Pittsburgh Black Film Network provides a platform for local Black filmmakers with first short film program | Screen | Pittsburgh | Pittsburgh City Paper

Pittsburgh Black Film Network provides a platform for local Black filmmakers with first short film program

click to enlarge Pittsburgh Black Film Network provides a platform for local Black filmmakers with first short film program
Film still from Woogie by Lorenzo Boone

Jay “Ruff Bone” White has been making films in Pittsburgh for years. Now the Beltzhoover native and self-taught filmmaker will showcase the work of his peers with Pittsburgh Black Film Network: A Day Dedicated to Black Short Films.

The event on Thu., Feb. 27 at the Homewood-Brushton YMCA will include a screening as well as networking component and Q&A session. It’s presented by Jay White Digital Media, a company White founded a few months ago and has since used to host networking events at places like Arnold’s Tea in the North Side. 

The selected films — each of which run 10 to 20 minutes long — include All for Nothing by Dorin STARRNamed Marr, Hit & Run by Michael Redd, The Nexus by Corey Lankford, and Woogie by Lorenzo Boone, as well as an unannounced fifth film. 

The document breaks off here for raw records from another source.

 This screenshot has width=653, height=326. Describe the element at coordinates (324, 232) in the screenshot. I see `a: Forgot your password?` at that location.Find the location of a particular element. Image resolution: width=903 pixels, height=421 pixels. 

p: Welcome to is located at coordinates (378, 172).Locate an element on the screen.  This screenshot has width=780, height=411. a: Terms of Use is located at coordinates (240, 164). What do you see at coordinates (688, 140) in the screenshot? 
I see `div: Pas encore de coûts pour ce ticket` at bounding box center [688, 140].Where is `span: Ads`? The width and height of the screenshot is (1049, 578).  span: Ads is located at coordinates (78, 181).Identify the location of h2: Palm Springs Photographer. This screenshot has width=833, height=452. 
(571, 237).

White sees the short film program as giving a platform to “outcasts” in the local independent film community, which he views as being overshadowed by the large-scale film and TV productions attracted by the state’s film tax credit and Pittsburgh’s versatile landscape. He adds that while incoming projects — which include everything from Hollywood films to Netflix series — provide jobs to film professionals and others in the city, not enough Black people are hired to work on sets. 

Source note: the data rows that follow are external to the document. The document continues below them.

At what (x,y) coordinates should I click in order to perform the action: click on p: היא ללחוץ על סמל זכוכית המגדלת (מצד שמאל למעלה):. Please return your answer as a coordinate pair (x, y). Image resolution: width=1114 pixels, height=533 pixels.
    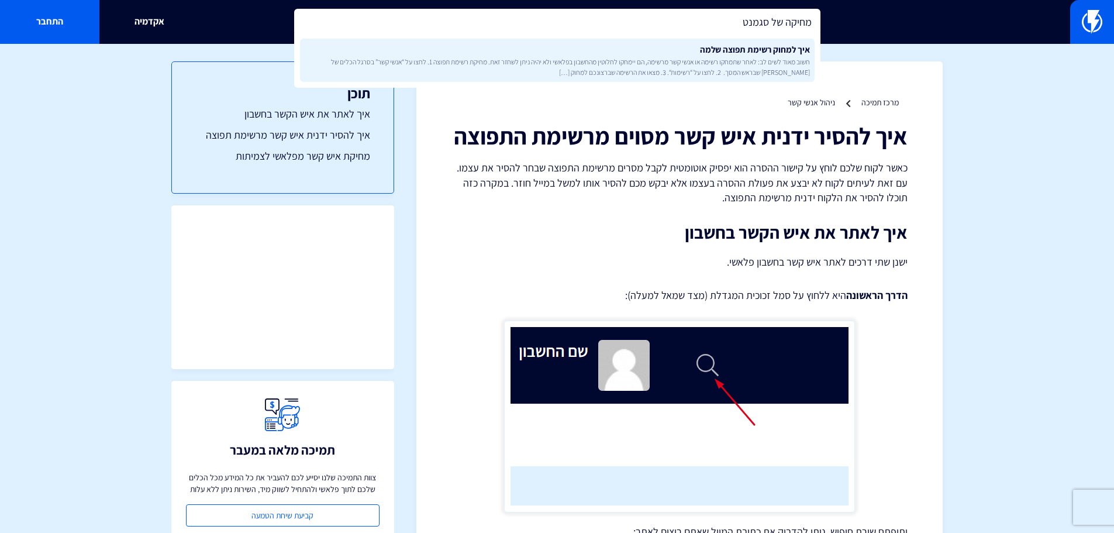
    Looking at the image, I should click on (680, 295).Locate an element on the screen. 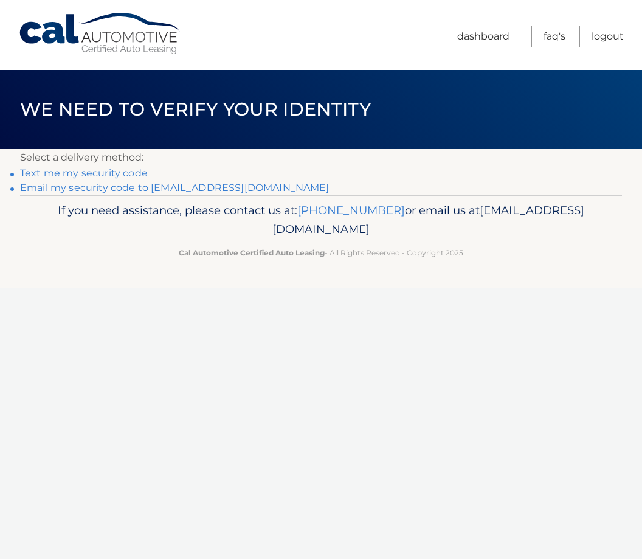 The image size is (642, 559). a: Text me my security code is located at coordinates (84, 173).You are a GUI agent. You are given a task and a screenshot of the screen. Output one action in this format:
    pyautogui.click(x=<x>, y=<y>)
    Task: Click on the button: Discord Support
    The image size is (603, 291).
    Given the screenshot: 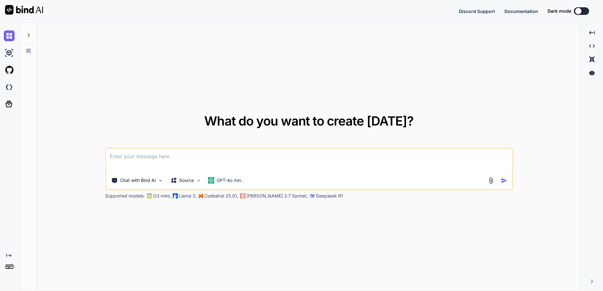 What is the action you would take?
    pyautogui.click(x=477, y=11)
    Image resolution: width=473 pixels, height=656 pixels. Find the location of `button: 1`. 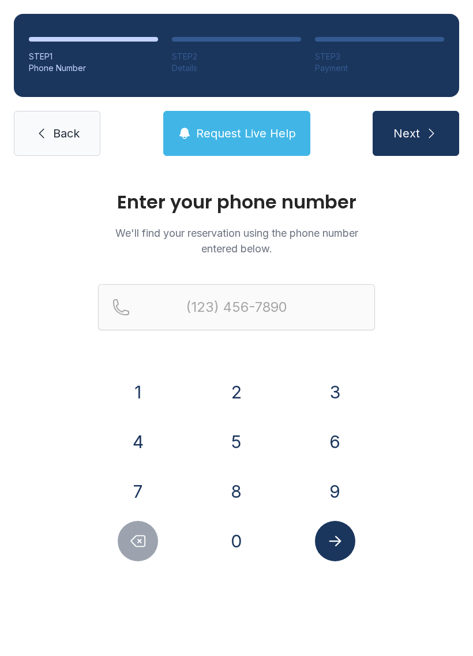

button: 1 is located at coordinates (138, 392).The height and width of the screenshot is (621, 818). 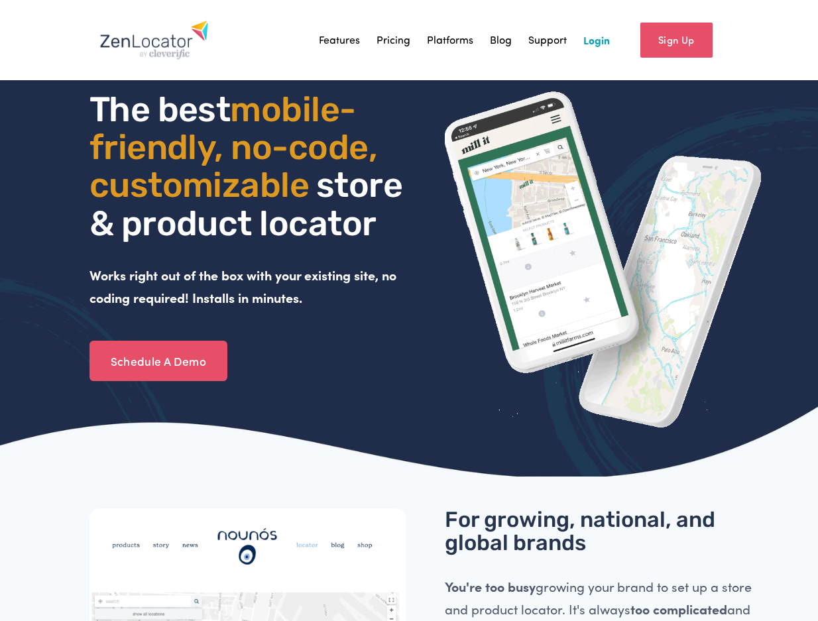 What do you see at coordinates (679, 608) in the screenshot?
I see `strong: too complicated` at bounding box center [679, 608].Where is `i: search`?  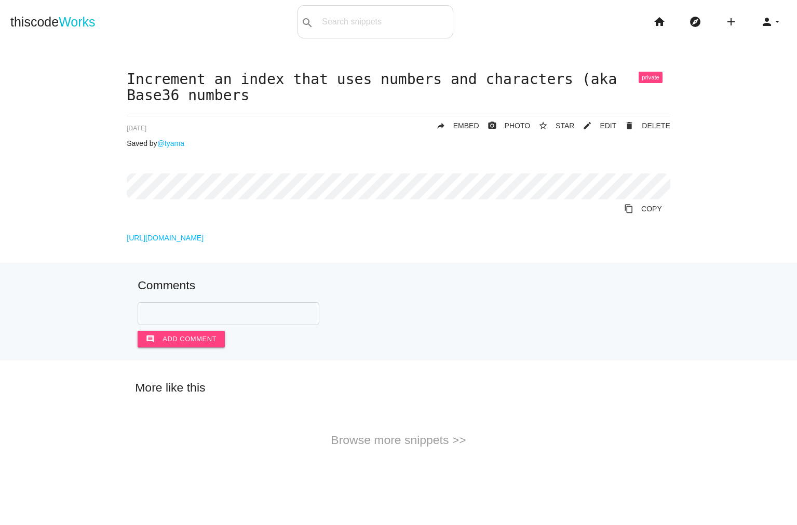
i: search is located at coordinates (307, 23).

As a result, he and others started making and distributing their own films. 

“We just create our own stuff and do our own thing,” says White. “Whoever wants to be part of it and help, that’s fine.”

Over the years, White has gone from making documentaries to dabbling in narrative features. His 2015 documentary Pittsburgh State of Mind looked at the music subcultures in the city, specifically those related to various styles of hip hop. In a Pittsburgh City Paper story about the film’s Southside Works Cinema premiere, White described the film as an effort “to bridge the gap between black, white, hip-hop rappers, backpack rappers, whoever the case may be.”

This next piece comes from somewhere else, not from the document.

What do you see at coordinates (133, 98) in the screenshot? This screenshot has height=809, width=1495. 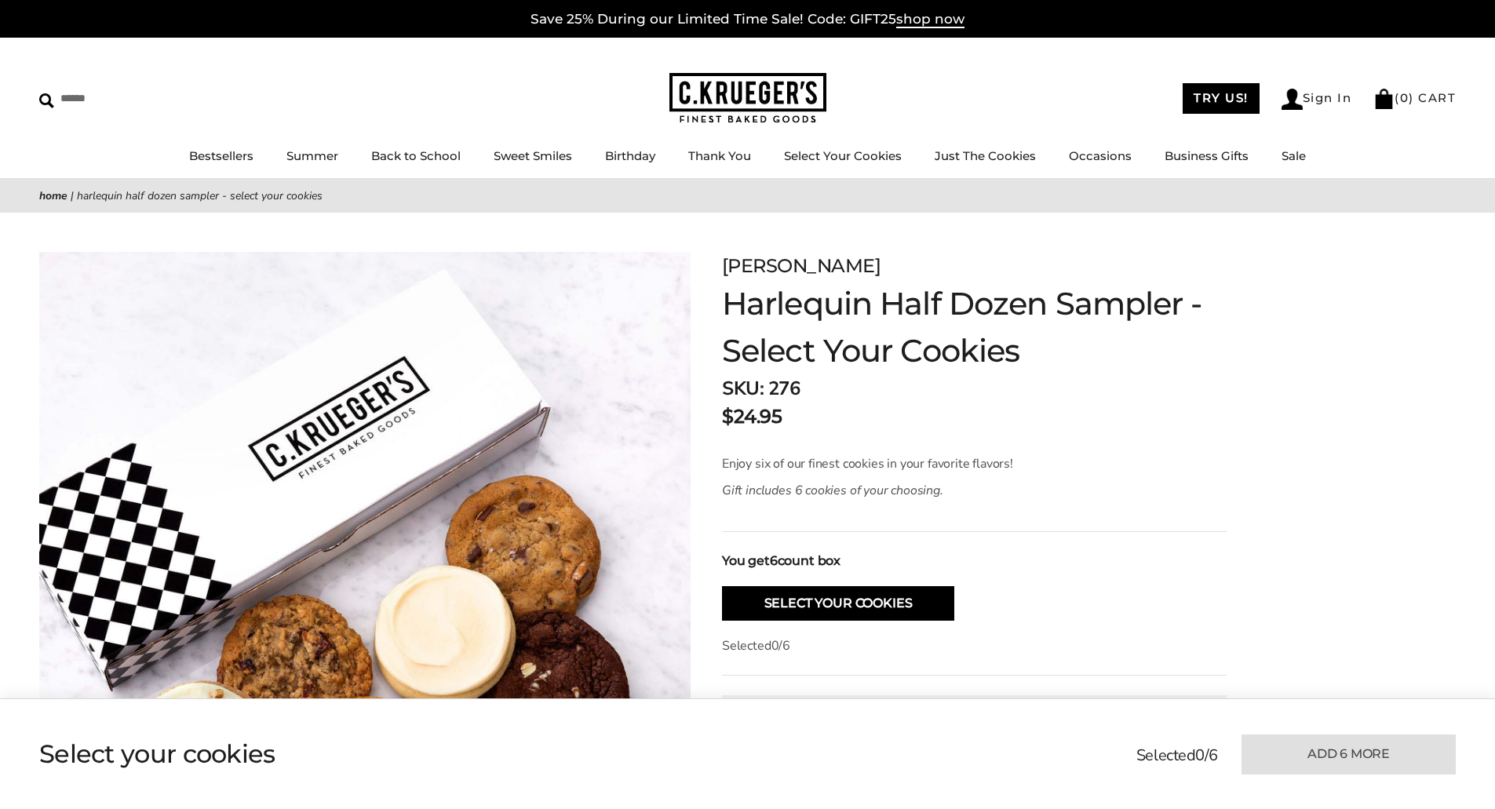 I see `input: Search` at bounding box center [133, 98].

His other films also tackle issues related to historical and current Black experiences. His 2018 feature Everyday Hustle, which premiered in 2018 at the August Wilson African American Cultural Center, depicted the struggles of a single father after he loses his career. 

“I shot a movie with no script or budget,” says White. “I just used my friends and creativity, and made a whole feature film.”

click to enlarge Pittsburgh Black Film Network provides a platform for local Black filmmakers with first short film program
Jay White Digital Media
Pittsburgh Black Film Network

He also worked with executive producer Sarah Martin on Pittsburgh’s Underground Railroad, a documentary short covering how the U.S. enslaved African people and the role Pittsburgh played in helping to free them.

While local leaders, institutions, and organizations have made some strides in supporting local Black filmmakers, including the creation of grant programs like Advancing Black Arts in Pittsburgh and the Black Bottom Film Festival, White still sees few opportunities to make a career here. 

“The Hollywood movies are the only things people care about here instead of uplifting the local filmmakers, and putting them on a platform and displaying their work to the world,” he says.

Part of it, he says, is also due to how fractured the local film community is, something he hopes to remedy with the Pittsburgh Black Film Network.

“There [are] a lot of independent filmmakers here, but everybody is so segregated,” says White. “It’s not even Black and white people, it’s just segregated [in that] only small circles of people know about it, and then the films just fizzle out.”

He believes if local independent film was nurtured as much as the music and art scenes, which have seen people gain name recognition beyond Pittsburgh, filmmakers would have more of a chance to succeed. 

“There’s a list of talented people here already in the city that are into films,” he says. “You never know [what a filmmaker here could do] if they get the right budget, some of the backing, and people to support [their film].”